This all too serious joke has steadily gained traction among the self anointed cognoscenti.
Probably one reason they think “Hope®” it will work is because it is “legal”.
We don’t make the loopholes. We just find them. The Treasury can’t print money on its own, because the money supply is supposed to be the strict purview of the Federal Reserve … but that might not be quite so strict after all, thanks to a coin-sized exception. Congress passed a law in 1997, later amended in 2000, that gives the Secretary of the Treasury the authority to mint platinum coins, and only platinum coins, in whatever denomination and quantity he or she wants. That could be $100, or $1,000, or … $1 trillion.
And we know that Congress has the power “to coin money and regulate the value thereof”, right? The Constitution says so, right?
This is why I obsess about the meaning of “regulate”. Regulate does not mean dictate or direct, it means to make regular, to standardize.
This is what regulating the value of coin looks like. (my bold)
On April 2, 1792, U.S. Secretary of the TreasuryAlexander Hamilton reported to Congress the precise amount of silver found in Spanish milled dollar coins in common use in the States. As a result, the United States dollar was defined[12] as a unit of weight equaling 371 4/16th grains (24.057 grams) of pure silver, or 416 grains of standard silver (standard silver being defined as 1,485 parts fine silver to 179 parts alloy).[13] It was specified that the “money of account” of the United States should be expressed in those same “dollars” or parts thereof.
Contrary to the quoted link from Atlantic, it is the Constitution, not the Federal Reserve System, that prevents the Treasury from printing money. After their experience with the Continental Dollar, in the Constitution of 1787 they deliberately gave Congress only the power to coin money.
“Some think that the rebel bills depreciated because people lost confidence in them or because they were not backed by tangible assets,” writes financial historian Robert E. Wright. “Not so. There were simply too many of them.”[12] Congress and the states lacked the will or the means to retire the bills from circulation through taxation or the sale of bonds.[13]
Sound familiar? Unable to find buyers for all of the bonds the Treasury is exchanging for spending money, the Fed System has purchased $1.676 trillion of them with newly created dollars. Once again we cannot retire ‘paper’ money from circulation by either taxation or selling bonds. There were too many Continental dollars because they were not backed by tangible assets. The post 1787 dollar was a unit of weight, not an arbitrary number. Regulating the value meant making all coins the same weight of metal per dollar of value.
The trillion dollar coin idea will not fit the Constitution but with the judicial consensus being that “regulate”, instead of “to make regular”, means “exercise dictatorial control over”, then why not “regulate” that the coin is worth a trillion?
A trillion dollar coin. Is this what he meant by “Hope® and Change”. Got to admit, sometimes this collapse is entertaining. If you like dark comedy.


### [EXERCISE DETAILS]
State, as a single number, how many lines in the data below contain "segmentation".

Dataset rows about figures:
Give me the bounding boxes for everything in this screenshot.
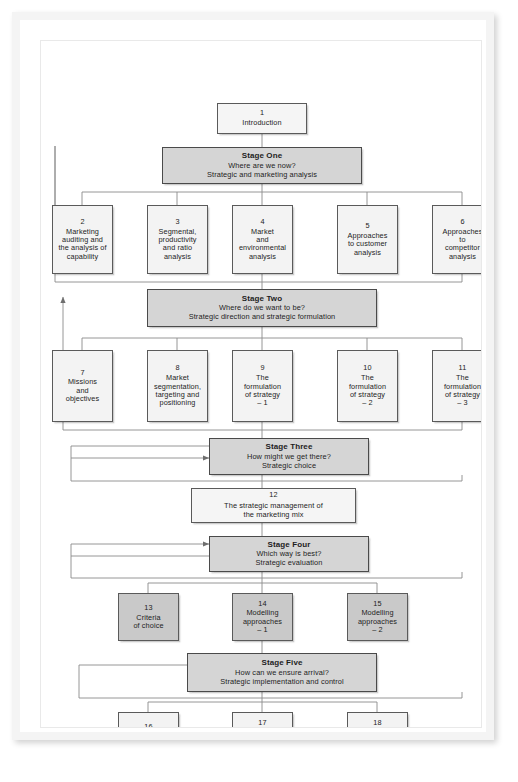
node-text: The strategic management of the marketin… bbox=[224, 501, 323, 520]
node-text: The formulation of strategy – 2 bbox=[349, 374, 386, 407]
stage-four-banner[interactable]: Stage Four Which way is best? Strategic … bbox=[209, 536, 369, 572]
stage-subtitle: Where are we now? Strategic and marketin… bbox=[207, 162, 317, 180]
node-text: Marketing auditing and the analysis of c… bbox=[58, 228, 106, 261]
node-9-formulation-strategy-1[interactable]: 9 The formulation of strategy – 1 bbox=[232, 350, 293, 422]
node-2-marketing-auditing[interactable]: 2 Marketing auditing and the analysis of… bbox=[52, 205, 113, 274]
node-text: Approaches to competitor analysis bbox=[443, 228, 482, 261]
node-8-market-segmentation[interactable]: 8 Market segmentation, targeting and pos… bbox=[147, 350, 208, 422]
stage-title: Stage Three bbox=[266, 442, 313, 451]
node-number: 8 bbox=[175, 364, 179, 372]
node-13-criteria-of-choice[interactable]: 13 Criteria of choice bbox=[118, 593, 179, 641]
stage-title: Stage Five bbox=[261, 658, 302, 667]
node-17-management-control-1[interactable]: 17 Management control – 1 bbox=[232, 712, 293, 728]
node-6-approaches-competitor[interactable]: 6 Approaches to competitor analysis bbox=[432, 205, 482, 274]
node-4-market-environmental[interactable]: 4 Market and environmental analysis bbox=[232, 205, 293, 274]
stage-subtitle: Where do we want to be? Strategic direct… bbox=[189, 304, 336, 322]
node-number: 9 bbox=[260, 364, 264, 372]
node-number: 14 bbox=[258, 600, 266, 608]
page-inner: 1 Introduction Stage One Where are we no… bbox=[40, 40, 482, 728]
node-number: 10 bbox=[363, 364, 371, 372]
node-text: Criteria of choice bbox=[133, 614, 163, 631]
node-1-introduction[interactable]: 1 Introduction bbox=[217, 103, 307, 134]
node-text: Segmental, productivity and ratio analys… bbox=[158, 228, 196, 261]
node-15-modelling-approaches-2[interactable]: 15 Modelling approaches – 2 bbox=[347, 593, 408, 641]
node-number: 3 bbox=[175, 218, 179, 226]
node-text: Missions and objectives bbox=[66, 378, 99, 403]
stage-one-banner[interactable]: Stage One Where are we now? Strategic an… bbox=[162, 147, 362, 184]
node-number: 7 bbox=[80, 369, 84, 377]
stage-subtitle: Which way is best? Strategic evaluation bbox=[256, 550, 323, 568]
node-text: Modelling approaches – 1 bbox=[243, 609, 282, 634]
node-11-formulation-strategy-3[interactable]: 11 The formulation of strategy – 3 bbox=[432, 350, 482, 422]
node-12-strategic-management-marketing-mix[interactable]: 12 The strategic management of the marke… bbox=[191, 488, 356, 523]
node-text: The formulation of strategy – 3 bbox=[444, 374, 481, 407]
node-number: 11 bbox=[459, 364, 467, 372]
node-number: 12 bbox=[269, 491, 277, 499]
node-18-management-control-2[interactable]: 18 Management control – 2 bbox=[347, 712, 408, 728]
node-number: 15 bbox=[373, 600, 381, 608]
stage-subtitle: How might we get there? Strategic choice bbox=[247, 453, 331, 471]
node-number: 18 bbox=[373, 719, 381, 727]
node-number: 17 bbox=[258, 719, 266, 727]
node-14-modelling-approaches-1[interactable]: 14 Modelling approaches – 1 bbox=[232, 593, 293, 641]
node-text: Market and environmental analysis bbox=[239, 228, 286, 261]
strategic-marketing-flowchart: 1 Introduction Stage One Where are we no… bbox=[41, 41, 482, 728]
stage-title: Stage Two bbox=[242, 294, 282, 303]
node-5-approaches-customer[interactable]: 5 Approaches to customer analysis bbox=[337, 205, 398, 274]
node-text: The formulation of strategy – 1 bbox=[244, 374, 281, 407]
node-number: 1 bbox=[260, 109, 264, 117]
node-number: 16 bbox=[144, 723, 152, 728]
node-number: 5 bbox=[365, 222, 369, 230]
page-sheet: 1 Introduction Stage One Where are we no… bbox=[12, 12, 494, 740]
stage-two-banner[interactable]: Stage Two Where do we want to be? Strate… bbox=[147, 289, 377, 327]
stage-title: Stage Four bbox=[268, 540, 311, 549]
node-number: 6 bbox=[460, 218, 464, 226]
node-number: 13 bbox=[144, 604, 152, 612]
stage-title: Stage One bbox=[242, 151, 282, 160]
node-10-formulation-strategy-2[interactable]: 10 The formulation of strategy – 2 bbox=[337, 350, 398, 422]
node-text: Market segmentation, targeting and posit… bbox=[154, 374, 201, 407]
node-7-missions-objectives[interactable]: 7 Missions and objectives bbox=[52, 350, 113, 422]
stage-five-banner[interactable]: Stage Five How can we ensure arrival? St… bbox=[187, 653, 377, 692]
stage-three-banner[interactable]: Stage Three How might we get there? Stra… bbox=[209, 438, 369, 475]
node-number: 2 bbox=[80, 218, 84, 226]
node-16-problems-to-overcome[interactable]: 16 Problems to overcome bbox=[118, 712, 179, 728]
node-text: Approaches to customer analysis bbox=[348, 232, 388, 257]
stage-subtitle: How can we ensure arrival? Strategic imp… bbox=[220, 669, 344, 687]
node-text: Modelling approaches – 2 bbox=[358, 609, 397, 634]
node-number: 4 bbox=[260, 218, 264, 226]
node-3-segmental-productivity[interactable]: 3 Segmental, productivity and ratio anal… bbox=[147, 205, 208, 274]
node-text: Introduction bbox=[242, 119, 281, 127]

### [RESULT BELOW]
2